Nine Lives (1997)

1.Nine Lives
2.Falling in Love (Is Hard on the Knees)
3.Hole in My Soul
4.Taste of India
5.Full Circle
6.Something Gotta Give
7.Ain't That a Bitch
8.The Farm
9.Crash
10.Kiss Your Past Goodbye
11.Pink
12.Attitude Adjustment
13.Nine Lives
 
From the outset, Nine Lives was destined to bear the weight of expectation—and conflict. With a headline-grabbing $40 million deal from Columbia Records, Aerosmith found themselves in the peculiar position of launching a new era while still wrapping up obligations to their old label. Already veterans, their return was accompanied not by the carefree swagger of youth, but by the fractured uncertainty of a band feeling the strain of its own legacy.
Recording began under dark clouds.
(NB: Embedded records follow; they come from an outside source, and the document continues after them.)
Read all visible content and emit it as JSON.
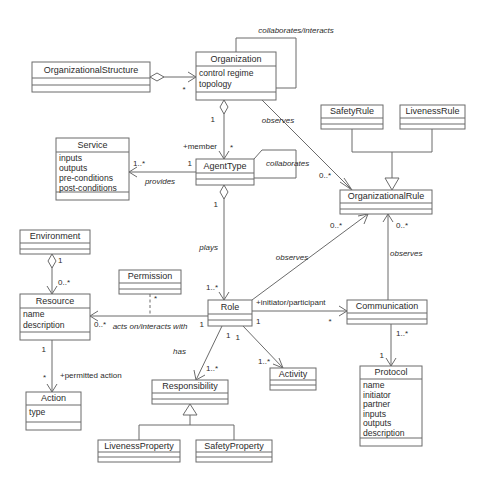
{
  "diagram": {
    "type": "uml-class-diagram",
    "caption": "",
    "canvas": {
      "width": 488,
      "height": 483
    },
    "style": {
      "box_fill": "#ffffff",
      "box_stroke": "#6b6b6b",
      "text_color": "#2b2b2b",
      "background": "#ffffff"
    }
  },
  "classes": [
    {
      "id": "organizational-structure",
      "name": "OrganizationalStructure",
      "attributes": [],
      "x": 32,
      "y": 62,
      "w": 118,
      "h": 30,
      "name_h": 16
    },
    {
      "id": "organization",
      "name": "Organization",
      "attributes": [
        "control regime",
        "topology"
      ],
      "x": 196,
      "y": 52,
      "w": 80,
      "h": 48,
      "name_h": 14
    },
    {
      "id": "service",
      "name": "Service",
      "attributes": [
        "inputs",
        "outputs",
        "pre-conditions",
        "post-conditions"
      ],
      "x": 56,
      "y": 138,
      "w": 73,
      "h": 62,
      "name_h": 14
    },
    {
      "id": "agent-type",
      "name": "AgentType",
      "attributes": [],
      "x": 196,
      "y": 159,
      "w": 58,
      "h": 26,
      "name_h": 14
    },
    {
      "id": "safety-rule",
      "name": "SafetyRule",
      "attributes": [],
      "x": 321,
      "y": 105,
      "w": 62,
      "h": 24,
      "name_h": 13
    },
    {
      "id": "liveness-rule",
      "name": "LivenessRule",
      "attributes": [],
      "x": 400,
      "y": 105,
      "w": 65,
      "h": 24,
      "name_h": 13
    },
    {
      "id": "organizational-rule",
      "name": "OrganizationalRule",
      "attributes": [],
      "x": 340,
      "y": 190,
      "w": 92,
      "h": 24,
      "name_h": 13
    },
    {
      "id": "environment",
      "name": "Environment",
      "attributes": [],
      "x": 20,
      "y": 230,
      "w": 70,
      "h": 24,
      "name_h": 13
    },
    {
      "id": "permission",
      "name": "Permission",
      "attributes": [],
      "x": 119,
      "y": 270,
      "w": 62,
      "h": 24,
      "name_h": 13
    },
    {
      "id": "resource",
      "name": "Resource",
      "attributes": [
        "name",
        "description"
      ],
      "x": 20,
      "y": 294,
      "w": 70,
      "h": 46,
      "name_h": 14
    },
    {
      "id": "role",
      "name": "Role",
      "attributes": [],
      "x": 208,
      "y": 300,
      "w": 44,
      "h": 26,
      "name_h": 14
    },
    {
      "id": "communication",
      "name": "Communication",
      "attributes": [],
      "x": 347,
      "y": 300,
      "w": 80,
      "h": 24,
      "name_h": 13
    },
    {
      "id": "action",
      "name": "Action",
      "attributes": [
        "type"
      ],
      "x": 26,
      "y": 392,
      "w": 55,
      "h": 38,
      "name_h": 13
    },
    {
      "id": "responsibility",
      "name": "Responsibility",
      "attributes": [],
      "x": 152,
      "y": 380,
      "w": 76,
      "h": 24,
      "name_h": 13
    },
    {
      "id": "activity",
      "name": "Activity",
      "attributes": [],
      "x": 270,
      "y": 368,
      "w": 46,
      "h": 22,
      "name_h": 12
    },
    {
      "id": "protocol",
      "name": "Protocol",
      "attributes": [
        "name",
        "initiator",
        "partner",
        "inputs",
        "outputs",
        "description"
      ],
      "x": 360,
      "y": 366,
      "w": 62,
      "h": 80,
      "name_h": 13
    },
    {
      "id": "liveness-property",
      "name": "LivenessProperty",
      "attributes": [],
      "x": 98,
      "y": 440,
      "w": 82,
      "h": 22,
      "name_h": 12
    },
    {
      "id": "safety-property",
      "name": "SafetyProperty",
      "attributes": [],
      "x": 196,
      "y": 440,
      "w": 76,
      "h": 22,
      "name_h": 12
    }
  ],
  "associations": [
    {
      "id": "orgstructure-organization",
      "from": "organizational-structure",
      "to": "organization",
      "label": "",
      "kind": "aggregation",
      "source_mult": "",
      "target_mult": "*"
    },
    {
      "id": "organization-self",
      "from": "organization",
      "to": "organization",
      "label": "collaborates/interacts",
      "kind": "association",
      "source_mult": "",
      "target_mult": ""
    },
    {
      "id": "organization-agenttype",
      "from": "organization",
      "to": "agent-type",
      "label": "",
      "kind": "aggregation",
      "source_mult": "1",
      "target_mult": "*",
      "role_label": "+member"
    },
    {
      "id": "agenttype-self",
      "from": "agent-type",
      "to": "agent-type",
      "label": "collaborates",
      "kind": "association",
      "source_mult": "",
      "target_mult": ""
    },
    {
      "id": "agenttype-service",
      "from": "agent-type",
      "to": "service",
      "label": "provides",
      "kind": "association",
      "source_mult": "1",
      "target_mult": "1..*"
    },
    {
      "id": "organization-orgrule",
      "from": "organization",
      "to": "organizational-rule",
      "label": "observes",
      "kind": "association",
      "source_mult": "",
      "target_mult": "0..*"
    },
    {
      "id": "safetyrule-orgrule",
      "from": "safety-rule",
      "to": "organizational-rule",
      "label": "",
      "kind": "generalization",
      "source_mult": "",
      "target_mult": ""
    },
    {
      "id": "livenessrule-orgrule",
      "from": "liveness-rule",
      "to": "organizational-rule",
      "label": "",
      "kind": "generalization",
      "source_mult": "",
      "target_mult": ""
    },
    {
      "id": "agenttype-role",
      "from": "agent-type",
      "to": "role",
      "label": "plays",
      "kind": "aggregation",
      "source_mult": "1",
      "target_mult": "1..*"
    },
    {
      "id": "role-orgrule",
      "from": "role",
      "to": "organizational-rule",
      "label": "observes",
      "kind": "association",
      "source_mult": "",
      "target_mult": "0..*"
    },
    {
      "id": "communication-orgrule",
      "from": "communication",
      "to": "organizational-rule",
      "label": "observes",
      "kind": "association",
      "source_mult": "",
      "target_mult": "0..*"
    },
    {
      "id": "environment-resource",
      "from": "environment",
      "to": "resource",
      "label": "",
      "kind": "aggregation",
      "source_mult": "1",
      "target_mult": "0..*"
    },
    {
      "id": "role-resource",
      "from": "role",
      "to": "resource",
      "label": "acts on/interacts with",
      "kind": "association",
      "source_mult": "1",
      "target_mult": "0..*"
    },
    {
      "id": "permission-link",
      "from": "permission",
      "to": "role-resource",
      "label": "",
      "kind": "dependency",
      "source_mult": "",
      "target_mult": "*"
    },
    {
      "id": "resource-action",
      "from": "resource",
      "to": "action",
      "label": "",
      "kind": "association",
      "source_mult": "1",
      "target_mult": "*",
      "role_label": "+permitted action"
    },
    {
      "id": "role-communication",
      "from": "role",
      "to": "communication",
      "label": "",
      "kind": "association",
      "source_mult": "1",
      "target_mult": "*",
      "role_label": "+initiator/participant"
    },
    {
      "id": "role-responsibility",
      "from": "role",
      "to": "responsibility",
      "label": "has",
      "kind": "association",
      "source_mult": "1",
      "target_mult": "1..*"
    },
    {
      "id": "role-activity",
      "from": "role",
      "to": "activity",
      "label": "",
      "kind": "association",
      "source_mult": "1",
      "target_mult": "1..*"
    },
    {
      "id": "communication-protocol",
      "from": "communication",
      "to": "protocol",
      "label": "",
      "kind": "association",
      "source_mult": "1..*",
      "target_mult": "1"
    },
    {
      "id": "livenessproperty-responsibility",
      "from": "liveness-property",
      "to": "responsibility",
      "label": "",
      "kind": "generalization",
      "source_mult": "",
      "target_mult": ""
    },
    {
      "id": "safetyproperty-responsibility",
      "from": "safety-property",
      "to": "responsibility",
      "label": "",
      "kind": "generalization",
      "source_mult": "",
      "target_mult": ""
    }
  ],
  "labels": {
    "collaborates_interacts": "collaborates/interacts",
    "collaborates": "collaborates",
    "provides": "provides",
    "observes": "observes",
    "plays": "plays",
    "has": "has",
    "acts_on": "acts on/interacts with",
    "member": "+member",
    "permitted_action": "+permitted action",
    "initiator_participant": "+initiator/participant"
  },
  "multiplicities": {
    "one": "1",
    "star": "*",
    "one_star": "1..*",
    "zero_star": "0..*"
  }
}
Rumors of internal dissent and a relapse into old habits circulated, and the band’s longtime producer, Glenn Ballard, was shown the door. Even after overcoming those creative obstacles, controversy greeted the final product. The original album art was pulled and repackaged after offending members of the Hindu community—a symbolic misstep that echoed the album’s larger identity crisis.
Musically, Nine Lives walks a tightrope between bravado and fatigue. Where Get a Grip had polished edges and radio-friendly gloss, this follow-up tries to roughen its exterior—scratching back at the commercial image with snarling riffs and sleazier themes. But what might once have felt dangerous now comes across as strangely performative. The adolescent bravado that once fit the band’s image now feels like a costume worn too late into the party. Steven Tyler’s Oz-inspired antics on The Farm illustrate the confusion—attempts at humor that land more as strained performance than self-aware satire.
Still, the album is not without its merits. Hole in My Soul, their requisite power ballad, delivers the kind of melancholy grandeur Aerosmith made their own in the '90s. Elsewhere, moments like Pink and Attitude Adjustment offer flashes of creative risk-taking—evidence that the old spark hadn’t fully dimmed. But too often, the tracks feel like they’ve been assembled from a kit of past glories. Fallen Angels, the eight-minute closer, aspires to seriousness with a message about missing children, yet overstays its welcome. What could have been poignant turns ponderous.
Nine Lives captures a band in transition—perhaps too late to recapture the raw energy of their youth, and not yet ready to fully embrace their role as elder statesmen of rock. The album’s inconsistencies are the sound of a group straining against their own legend, trying to outrun a shadow that may no longer be behind them, but above them.